Medicaid DSH Delay Wins Bipartisan Support
More than 300 members of the U.S. House have joined a letter to House leadership urging a delay in Affordable Care Act-mandated cuts in Medicaid disproportionate share payments (Medicaid DSH).
The bipartisan letter notes that hospitals that receive Medicaid DSH funds cannot absorb the loss of revenue such a cut would bring. That cut, scheduled to begin in FY 2020, would amount to a $4 billion reduction in nation-wide Medicaid DSH spending in FY 2020 and an $8 billion reduction in each of FY 2021, FY 2022, FY 2023, FY 2024, and FY 2025.
SNAP was actively involved in urging Pennsylvania House members to join the letter. If implemented, the Medicaid DSH cuts would be especially harmful to SNAP members and all Pennsylvania safety-net hospitals – and to the low-income residents of the communities they serve.
See the bipartisan letter seeking a delay of Medicaid DSH cuts here.
According to Speaker Pelosi,
As described in the Centers for Medicare & Medicaid Services’ “final call letter’ for 2020,
While the court conceded that CMS has the authority to address 340B payments, it found that CMS’s drastic payment cuts, introduced in FY 2018, “…fundamentally altered the statutory scheme established by Congress…” for determining 340B payment rates.
According to Kaiser, for-profit companies that sub-contract with Medicaid managed care organizations to review requests for services often deny care to Medicaid patients to save money for the MCOs that employ them and to benefit themselves financially.
An early November bulletin from CMS, however, clarifies that this approach is still permissible, which is good news for Pennsylvania safety-net hospitals and SNAP members hoping to benefit from the state’s hospital assessment.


Work task - Reproduce the complete set of records exactly. No picture is to appear in the copy.

Input data -

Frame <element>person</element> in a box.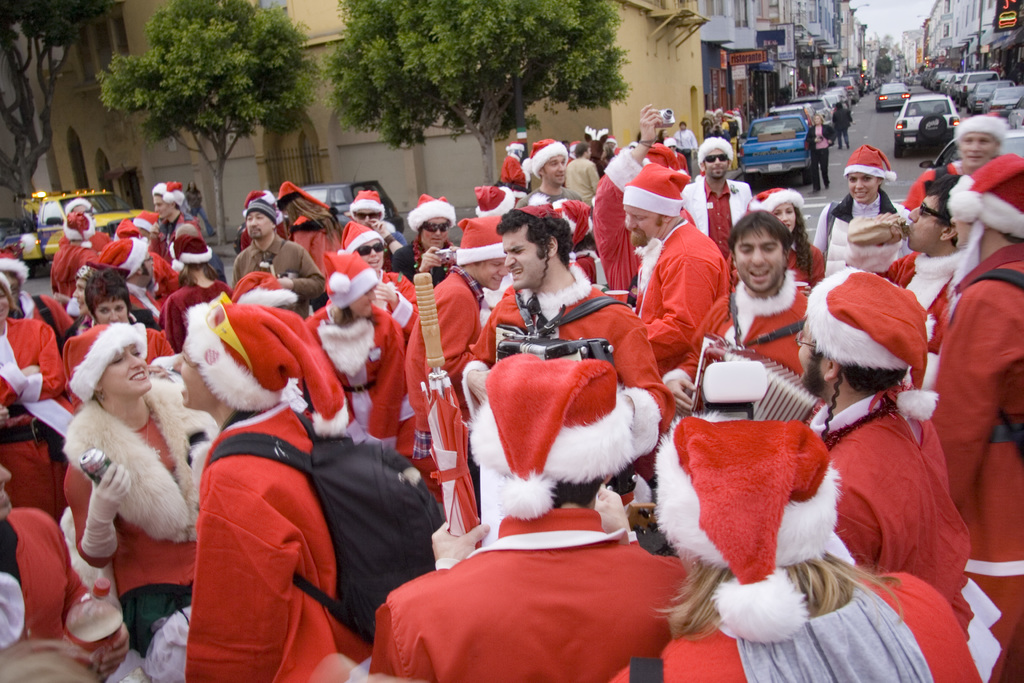
350/189/406/263.
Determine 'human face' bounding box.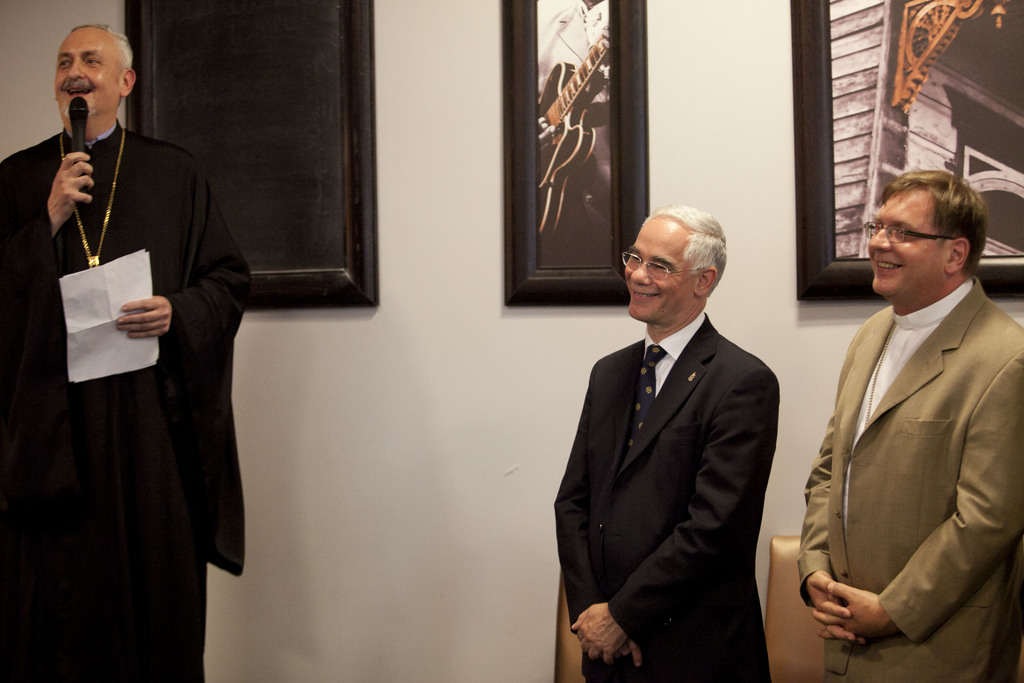
Determined: locate(56, 30, 118, 119).
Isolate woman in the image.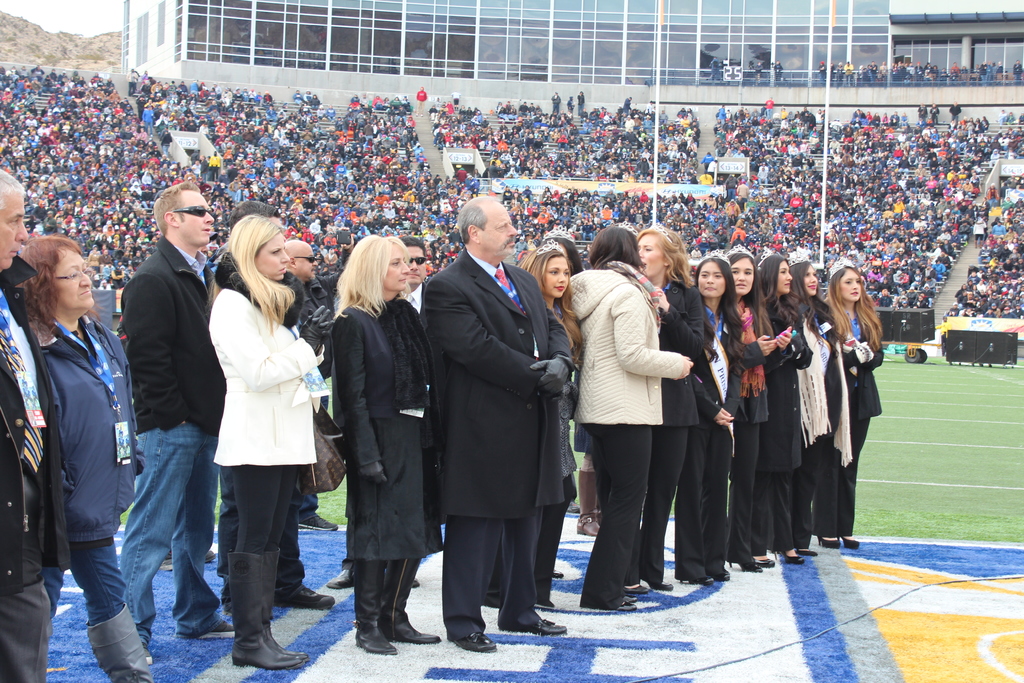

Answer to this problem -
Frame <element>person</element> in a box.
350/189/406/263.
Determine 'human face' bounding box.
Determined: locate(56, 30, 118, 119).
Isolate woman in the image.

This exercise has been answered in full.